Joe Jackson: Did you make Sinead Lohan do anything on her album that was more a part of your musical vision than hers?

DECLAN SINNOTT: No. I went to extremes to avoid that. I was trying to remain subservient to her picture, though there is an awful lot of me in something like 'The Battle'. She would never have done that song that way were it not for the fact that, one night I got this rhythm going and she said "that's great." But she also had all these extra beats and bars in songs and though my initial response was, "I've got to change that", I didn't. I also didn't tell her how to sing on the record and though she doesn't play guitar, I very often took from what she had played and copied it.

Joe Jackson: So why doesn't Sinead play guitar on her own album?

DECLAN SINNOTT: Because she sounded very ineffective.

Joe Jackson: So it's your guitar lines we hear?

DECLAN SINNOTT: Yeah.

Joe Jackson: Yet you still wouldn't say what we hear is you imposing yourself on Sinead?

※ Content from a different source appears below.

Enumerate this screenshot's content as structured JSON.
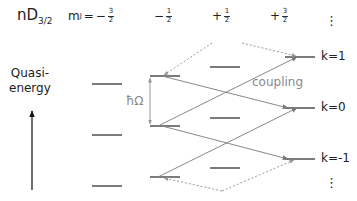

DECLAN SINNOTT: There's barely a guitar break on the album. So, no, there is no point at which I walk out to the front and say, "this is Declan Sinnott here." As much as possible, it was her album. And it was a hit, went platinum in Ireland.

Joe Jackson: Are you producing her next album?

DECLAN SINNOTT: No. But what I learned from doing her first album was that I can paint a picture without having to deal with all the compromises that being a member of a band entails, as in being with Mary's band. I know that may sound like it's my picture I'm talking about, but it's not. Not necessarily. And as for Mary, she's gone on to do an album with Larry Klein, Joni Mitchell's producer. I've only heard a few tracks but it sounds good and she's trying to be as different as possible.

Joe Jackson: Happily, because most critics - including myself - savagely attacked her last album, The Circus.

DECLAN SINNOTT: I was critical of it too. It was the end of it all for me. There was nothing going on there. We were more in disagreement about where that album should be going than about anything else, ever. But Larry Klein has the freedom to say, "no, I don't want to use", whatever, because he's not part of her band. I eventually came to the position where I just had to compromise in order to be able to live in the back of a van with these people. In that sense I stopped feeling like a producer, felt more like an accommodator. But when I started producing Sinead I felt liberated again. And there's another singer coming up that I'm really excited about, Tara Byrne. I'm working on her album. And by the time this interview appears in HOT PRESS, John Spillane, from Nomos, will have released his album, which I produced. It's called The Tree Of Stars. And as with Sinead, that's basically me and him together, though he stayed around for a lot of the time. And there are more players, like pipes and fiddle. So it's like a combination of a strong Irish influence on john's voice, with me in there somewhere. A little bit of me!

Joe Jackson: In the final analysis you really will have to make your own album, won't you?

DECLAN SINNOTT: I guess so. (laughs) But God knows when I'll finally finish my own album. Or even really get started on it! If I ever do.